Song Meaning
The lyrics invite a lover to ascend to a personal "seventh heaven," a place conjured not by divine beings but by intimate, almost primal imagery. The initial invitation, "Come and climb with me to my seventh heaven!" is immediately met with a playful, slightly anxious question about angelic judgment. This sets up a dynamic where the sacred is subverted by the earthly and the intimate.
The core tension arises from the contrast between this idealized, self-created paradise and a starker reality. The narrator acknowledges, "Above my head is a roof, not a seventh heaven," directly confronting the artificiality of their shared fantasy. This leads to a pointed accusation: "Why did you lie to me and lure me into the attic?" suggesting the "seventh heaven" was a fabrication, a way to elevate a mundane or perhaps deceitful encounter into something transcendent.
The most striking craft element is the recurring image of the attic as the true location of this "seventh heaven." The lyrics transform the attic into a space where "the cloud will turn into bats" and "tangle in your messy hair." This isn't the ethereal bliss of traditional paradise; it's a darker, more tangible, and perhaps even slightly unsettling vision. The bats and messy hair suggest a raw, unpolished intimacy, a private world built from shared secrets and perhaps a touch of recklessness, far removed from angelic purity.
This lyrical construction is effective because it grounds an abstract concept like "seventh heaven" in specific, sensory details that feel both personal and slightly off-kilter. The juxtaposition of the lofty spiritual term with the grounded, almost claustrophobic image of an attic, complete with bats and tangled hair, creates a potent emotional resonance. It speaks to the way intense personal experiences, even those built on deception, can feel like their own unique, powerful heavens, distinct from any external validation or idealized notion of perfection.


## Requirement
Pull every line containing "Super" from the entries.

## Extracted material
*** Block opens ***

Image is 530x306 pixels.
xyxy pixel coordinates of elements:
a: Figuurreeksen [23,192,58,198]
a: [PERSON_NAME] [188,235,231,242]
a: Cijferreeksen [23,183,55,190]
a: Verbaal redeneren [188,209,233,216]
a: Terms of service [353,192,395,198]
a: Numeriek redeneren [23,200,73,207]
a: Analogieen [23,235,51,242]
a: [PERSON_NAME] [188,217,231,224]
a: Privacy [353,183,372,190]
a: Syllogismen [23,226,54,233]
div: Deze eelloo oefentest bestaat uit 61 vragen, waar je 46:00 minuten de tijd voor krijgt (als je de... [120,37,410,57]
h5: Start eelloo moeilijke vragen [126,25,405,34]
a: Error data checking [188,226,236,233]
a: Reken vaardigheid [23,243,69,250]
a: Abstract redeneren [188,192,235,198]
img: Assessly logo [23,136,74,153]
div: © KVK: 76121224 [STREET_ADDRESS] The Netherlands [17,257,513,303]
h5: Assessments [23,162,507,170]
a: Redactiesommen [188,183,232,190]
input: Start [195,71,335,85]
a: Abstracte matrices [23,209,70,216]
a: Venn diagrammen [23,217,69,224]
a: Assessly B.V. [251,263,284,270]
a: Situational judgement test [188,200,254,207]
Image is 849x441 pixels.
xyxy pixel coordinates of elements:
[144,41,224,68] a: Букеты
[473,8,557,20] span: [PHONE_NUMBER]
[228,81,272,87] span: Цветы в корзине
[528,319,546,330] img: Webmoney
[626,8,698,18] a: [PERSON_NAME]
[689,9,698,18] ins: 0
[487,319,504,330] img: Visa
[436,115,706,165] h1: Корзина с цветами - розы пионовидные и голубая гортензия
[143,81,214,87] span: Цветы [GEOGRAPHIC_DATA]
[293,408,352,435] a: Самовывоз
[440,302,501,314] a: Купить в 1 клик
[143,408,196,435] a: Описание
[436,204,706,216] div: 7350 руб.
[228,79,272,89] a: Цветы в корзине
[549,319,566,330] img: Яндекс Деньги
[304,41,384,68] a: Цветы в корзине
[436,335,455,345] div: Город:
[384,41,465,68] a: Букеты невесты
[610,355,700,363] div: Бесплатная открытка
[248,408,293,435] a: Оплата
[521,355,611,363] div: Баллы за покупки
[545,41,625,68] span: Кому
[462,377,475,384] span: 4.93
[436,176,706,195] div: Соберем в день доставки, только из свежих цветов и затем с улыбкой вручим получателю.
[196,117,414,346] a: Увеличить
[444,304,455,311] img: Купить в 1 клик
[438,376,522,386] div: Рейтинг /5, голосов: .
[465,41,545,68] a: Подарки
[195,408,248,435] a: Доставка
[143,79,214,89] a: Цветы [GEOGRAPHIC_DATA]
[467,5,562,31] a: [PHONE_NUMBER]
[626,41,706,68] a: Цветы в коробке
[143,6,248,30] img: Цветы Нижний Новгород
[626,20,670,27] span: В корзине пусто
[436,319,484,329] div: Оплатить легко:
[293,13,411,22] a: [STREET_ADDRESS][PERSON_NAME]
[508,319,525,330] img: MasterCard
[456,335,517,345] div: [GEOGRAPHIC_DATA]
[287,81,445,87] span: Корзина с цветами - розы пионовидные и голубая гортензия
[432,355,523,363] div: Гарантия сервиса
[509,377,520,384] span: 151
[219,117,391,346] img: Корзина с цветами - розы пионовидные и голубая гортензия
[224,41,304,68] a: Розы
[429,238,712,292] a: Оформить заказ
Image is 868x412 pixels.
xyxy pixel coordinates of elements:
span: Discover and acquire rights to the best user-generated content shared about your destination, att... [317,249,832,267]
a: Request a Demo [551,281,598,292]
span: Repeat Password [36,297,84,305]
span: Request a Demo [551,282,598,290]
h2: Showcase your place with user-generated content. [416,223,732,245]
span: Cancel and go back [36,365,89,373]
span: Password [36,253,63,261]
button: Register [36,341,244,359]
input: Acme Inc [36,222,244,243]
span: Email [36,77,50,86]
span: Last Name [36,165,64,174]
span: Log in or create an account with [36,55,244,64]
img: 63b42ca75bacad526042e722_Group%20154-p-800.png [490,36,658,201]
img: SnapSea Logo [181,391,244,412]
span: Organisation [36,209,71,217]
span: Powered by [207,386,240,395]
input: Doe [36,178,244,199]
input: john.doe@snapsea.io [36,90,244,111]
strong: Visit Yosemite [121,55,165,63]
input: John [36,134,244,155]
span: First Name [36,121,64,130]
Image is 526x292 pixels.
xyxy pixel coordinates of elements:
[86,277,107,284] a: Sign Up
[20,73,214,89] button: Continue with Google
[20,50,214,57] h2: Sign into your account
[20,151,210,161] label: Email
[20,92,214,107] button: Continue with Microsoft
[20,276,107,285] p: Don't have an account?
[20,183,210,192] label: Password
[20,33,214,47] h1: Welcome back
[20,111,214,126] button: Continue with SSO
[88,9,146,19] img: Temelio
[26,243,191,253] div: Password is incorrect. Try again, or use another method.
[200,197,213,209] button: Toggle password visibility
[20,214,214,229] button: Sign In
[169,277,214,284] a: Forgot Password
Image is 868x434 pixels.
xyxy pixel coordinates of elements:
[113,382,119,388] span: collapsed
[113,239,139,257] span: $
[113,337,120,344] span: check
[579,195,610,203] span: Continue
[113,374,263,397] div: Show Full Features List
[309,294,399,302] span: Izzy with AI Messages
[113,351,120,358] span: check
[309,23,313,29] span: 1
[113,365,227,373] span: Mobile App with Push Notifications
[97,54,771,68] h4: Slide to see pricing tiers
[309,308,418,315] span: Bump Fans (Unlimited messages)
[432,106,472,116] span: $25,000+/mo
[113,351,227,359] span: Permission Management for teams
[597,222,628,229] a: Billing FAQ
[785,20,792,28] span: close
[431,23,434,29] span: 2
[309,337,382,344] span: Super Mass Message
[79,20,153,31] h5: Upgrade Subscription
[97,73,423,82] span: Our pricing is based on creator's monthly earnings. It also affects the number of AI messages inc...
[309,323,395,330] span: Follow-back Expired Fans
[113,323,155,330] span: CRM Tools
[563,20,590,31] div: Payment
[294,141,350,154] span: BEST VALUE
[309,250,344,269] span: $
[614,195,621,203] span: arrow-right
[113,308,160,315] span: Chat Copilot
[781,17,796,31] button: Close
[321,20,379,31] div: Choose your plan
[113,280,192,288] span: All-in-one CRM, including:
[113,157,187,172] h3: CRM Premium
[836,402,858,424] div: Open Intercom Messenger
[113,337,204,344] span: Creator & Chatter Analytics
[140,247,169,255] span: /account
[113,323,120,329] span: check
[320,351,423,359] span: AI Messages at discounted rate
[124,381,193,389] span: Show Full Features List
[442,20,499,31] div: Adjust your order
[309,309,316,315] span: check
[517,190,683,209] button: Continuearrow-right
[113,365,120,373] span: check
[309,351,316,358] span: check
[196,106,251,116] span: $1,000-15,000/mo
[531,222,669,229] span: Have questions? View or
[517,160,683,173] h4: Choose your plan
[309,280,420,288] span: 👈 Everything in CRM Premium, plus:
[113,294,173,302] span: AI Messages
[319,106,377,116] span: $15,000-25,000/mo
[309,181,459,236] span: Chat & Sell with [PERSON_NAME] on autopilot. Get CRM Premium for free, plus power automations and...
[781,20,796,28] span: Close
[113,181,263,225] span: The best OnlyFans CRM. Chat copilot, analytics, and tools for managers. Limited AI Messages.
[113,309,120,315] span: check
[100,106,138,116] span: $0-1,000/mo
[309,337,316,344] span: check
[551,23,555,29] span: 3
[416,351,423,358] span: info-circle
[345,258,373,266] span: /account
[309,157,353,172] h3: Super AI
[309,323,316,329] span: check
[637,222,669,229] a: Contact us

*** Block closes ***

## Exercise result
[309,337,382,344] span: Super Mass Message
[309,157,353,172] h3: Super AI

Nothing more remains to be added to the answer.